I’m confused about the nature of the raw data here—if it’s just spontaneous temperature-measurements, why would we expect it to show anything meaningful? They’re showing a “% ill” which is presumably the percentage of people who took their temperature with a Kinsa thermometer recently who have a fever. But people generally only take their temperature when they think they might be sick. In a normal year, after calibration against some sort of ground-truth, I can see how you might still be able to use the data to track flu rates. But during a pandemic, won’t people’s pattern of temperature-taking completely change? I’ve taken my temperature way more in the last two weeks than I would normally (which is close to zero) and I bet the same is true for many other people. So the base rates will have changed a lot.
Plenty of women take their temperature daily for getting knowledge about their period. It’s plausible that Kinsa has enough daily users to make these kinds of predictions.

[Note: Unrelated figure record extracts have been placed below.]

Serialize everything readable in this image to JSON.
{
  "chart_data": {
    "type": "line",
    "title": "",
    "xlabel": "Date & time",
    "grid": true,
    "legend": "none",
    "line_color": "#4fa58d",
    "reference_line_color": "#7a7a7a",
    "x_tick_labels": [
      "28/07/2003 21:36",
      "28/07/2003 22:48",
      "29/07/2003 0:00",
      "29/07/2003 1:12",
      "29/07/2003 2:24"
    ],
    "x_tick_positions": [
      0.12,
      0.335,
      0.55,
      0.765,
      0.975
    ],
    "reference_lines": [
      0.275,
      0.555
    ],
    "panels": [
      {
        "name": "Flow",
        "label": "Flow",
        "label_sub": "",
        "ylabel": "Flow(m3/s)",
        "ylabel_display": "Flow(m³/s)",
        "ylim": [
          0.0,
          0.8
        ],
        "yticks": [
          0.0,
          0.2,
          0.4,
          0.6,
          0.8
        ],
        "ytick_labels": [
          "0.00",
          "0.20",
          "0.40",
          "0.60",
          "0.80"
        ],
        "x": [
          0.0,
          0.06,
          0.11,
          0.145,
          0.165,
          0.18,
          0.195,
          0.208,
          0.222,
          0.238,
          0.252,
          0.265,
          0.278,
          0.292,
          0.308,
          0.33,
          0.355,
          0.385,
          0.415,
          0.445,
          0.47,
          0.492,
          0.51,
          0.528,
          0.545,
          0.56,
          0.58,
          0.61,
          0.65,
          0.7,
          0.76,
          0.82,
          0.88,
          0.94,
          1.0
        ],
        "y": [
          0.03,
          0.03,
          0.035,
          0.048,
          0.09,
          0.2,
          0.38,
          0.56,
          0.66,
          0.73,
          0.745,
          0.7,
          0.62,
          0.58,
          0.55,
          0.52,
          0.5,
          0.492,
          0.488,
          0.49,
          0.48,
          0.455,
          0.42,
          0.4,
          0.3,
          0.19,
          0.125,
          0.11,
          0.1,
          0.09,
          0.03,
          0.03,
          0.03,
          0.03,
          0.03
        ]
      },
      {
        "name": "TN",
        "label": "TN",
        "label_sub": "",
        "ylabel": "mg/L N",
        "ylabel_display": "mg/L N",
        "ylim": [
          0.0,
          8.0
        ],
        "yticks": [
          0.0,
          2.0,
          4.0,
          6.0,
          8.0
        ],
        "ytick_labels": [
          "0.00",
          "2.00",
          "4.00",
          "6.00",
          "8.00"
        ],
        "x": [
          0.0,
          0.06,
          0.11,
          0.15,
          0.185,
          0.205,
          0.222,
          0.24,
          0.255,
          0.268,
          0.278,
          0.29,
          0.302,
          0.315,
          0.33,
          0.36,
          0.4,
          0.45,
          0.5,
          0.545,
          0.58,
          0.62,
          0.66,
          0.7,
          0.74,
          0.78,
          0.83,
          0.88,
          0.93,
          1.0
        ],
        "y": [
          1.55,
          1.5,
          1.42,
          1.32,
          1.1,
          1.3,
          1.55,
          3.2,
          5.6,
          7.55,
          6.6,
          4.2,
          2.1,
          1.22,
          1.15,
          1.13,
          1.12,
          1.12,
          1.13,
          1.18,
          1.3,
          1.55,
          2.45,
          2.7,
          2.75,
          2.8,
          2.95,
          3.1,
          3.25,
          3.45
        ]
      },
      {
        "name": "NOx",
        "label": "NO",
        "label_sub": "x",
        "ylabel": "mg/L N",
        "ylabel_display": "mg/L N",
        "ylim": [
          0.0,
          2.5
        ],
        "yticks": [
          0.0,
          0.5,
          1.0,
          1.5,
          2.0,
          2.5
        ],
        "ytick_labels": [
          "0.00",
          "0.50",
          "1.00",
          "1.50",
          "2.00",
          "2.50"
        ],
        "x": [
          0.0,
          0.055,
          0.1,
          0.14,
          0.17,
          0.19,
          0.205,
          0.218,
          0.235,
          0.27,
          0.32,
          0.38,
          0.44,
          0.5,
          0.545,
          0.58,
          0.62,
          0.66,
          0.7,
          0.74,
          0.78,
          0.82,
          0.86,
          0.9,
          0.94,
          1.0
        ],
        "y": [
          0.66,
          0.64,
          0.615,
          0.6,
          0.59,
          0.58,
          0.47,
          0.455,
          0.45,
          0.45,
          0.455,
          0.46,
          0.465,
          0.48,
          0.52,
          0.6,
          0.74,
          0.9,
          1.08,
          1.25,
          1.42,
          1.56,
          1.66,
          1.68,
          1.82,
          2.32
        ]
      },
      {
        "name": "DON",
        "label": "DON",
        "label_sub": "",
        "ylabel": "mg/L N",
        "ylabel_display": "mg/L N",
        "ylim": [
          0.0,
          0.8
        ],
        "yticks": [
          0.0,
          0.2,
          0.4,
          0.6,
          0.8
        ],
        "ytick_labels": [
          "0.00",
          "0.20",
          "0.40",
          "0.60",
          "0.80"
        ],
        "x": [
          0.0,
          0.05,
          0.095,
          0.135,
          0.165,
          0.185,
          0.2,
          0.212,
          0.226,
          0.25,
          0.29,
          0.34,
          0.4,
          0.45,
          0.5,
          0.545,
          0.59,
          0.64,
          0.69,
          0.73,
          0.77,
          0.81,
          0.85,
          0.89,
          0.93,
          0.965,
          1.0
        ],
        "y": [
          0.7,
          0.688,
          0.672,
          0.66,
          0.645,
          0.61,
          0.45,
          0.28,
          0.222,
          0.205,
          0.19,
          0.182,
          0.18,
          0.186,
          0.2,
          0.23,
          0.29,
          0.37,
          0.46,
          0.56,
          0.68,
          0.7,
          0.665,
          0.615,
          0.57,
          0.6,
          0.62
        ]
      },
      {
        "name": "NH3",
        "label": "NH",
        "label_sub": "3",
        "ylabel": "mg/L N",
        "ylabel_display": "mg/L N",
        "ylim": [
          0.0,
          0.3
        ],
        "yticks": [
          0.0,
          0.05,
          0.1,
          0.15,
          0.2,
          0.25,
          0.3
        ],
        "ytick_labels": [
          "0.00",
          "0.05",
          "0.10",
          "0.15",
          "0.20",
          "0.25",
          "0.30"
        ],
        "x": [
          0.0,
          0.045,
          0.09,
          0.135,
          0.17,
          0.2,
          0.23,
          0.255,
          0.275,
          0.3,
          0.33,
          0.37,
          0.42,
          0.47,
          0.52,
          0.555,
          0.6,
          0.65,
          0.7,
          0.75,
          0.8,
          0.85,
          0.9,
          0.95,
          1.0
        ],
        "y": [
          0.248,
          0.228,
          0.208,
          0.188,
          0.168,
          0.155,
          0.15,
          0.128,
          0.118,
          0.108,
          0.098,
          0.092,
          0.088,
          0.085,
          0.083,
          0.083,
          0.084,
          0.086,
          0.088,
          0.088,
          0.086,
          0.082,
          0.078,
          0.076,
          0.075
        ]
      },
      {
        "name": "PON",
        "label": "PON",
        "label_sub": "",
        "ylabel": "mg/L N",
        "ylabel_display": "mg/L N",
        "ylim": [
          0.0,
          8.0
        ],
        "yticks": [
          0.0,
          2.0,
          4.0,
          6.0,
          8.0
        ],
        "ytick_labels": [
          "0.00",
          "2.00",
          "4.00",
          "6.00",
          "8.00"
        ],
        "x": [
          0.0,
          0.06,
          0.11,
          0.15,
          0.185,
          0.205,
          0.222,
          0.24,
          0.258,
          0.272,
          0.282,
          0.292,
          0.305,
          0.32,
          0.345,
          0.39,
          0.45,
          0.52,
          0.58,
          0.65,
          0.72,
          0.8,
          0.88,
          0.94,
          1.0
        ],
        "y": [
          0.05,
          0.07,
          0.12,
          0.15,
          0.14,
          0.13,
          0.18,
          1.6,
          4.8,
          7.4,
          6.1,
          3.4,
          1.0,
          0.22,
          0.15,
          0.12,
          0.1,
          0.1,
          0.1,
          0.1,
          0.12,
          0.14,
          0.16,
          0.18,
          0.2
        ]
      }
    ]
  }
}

I’m confused about the nature of the raw data here—if it’s just spontaneous temperature-measurements, why would we expect it to show anything meaningful? They’re showing a “% ill” which is presumably the percentage of people who took their temperature with a Kinsa thermometer recently who have a fever. But people generally only take their temperature when they think they might be sick. In a normal year, after calibration against some sort of ground-truth, I can see how you might still be able to use the data to track flu rates. But during a pandemic, won’t people’s pattern of temperature-taking completely change? I’ve taken my temperature way more in the last two weeks than I would normally (which is close to zero) and I bet the same is true for many other people. So the base rates will have changed a lot.
Plenty of women take their temperature daily for getting knowledge about their period. It’s plausible that Kinsa has enough daily users to make these kinds of predictions.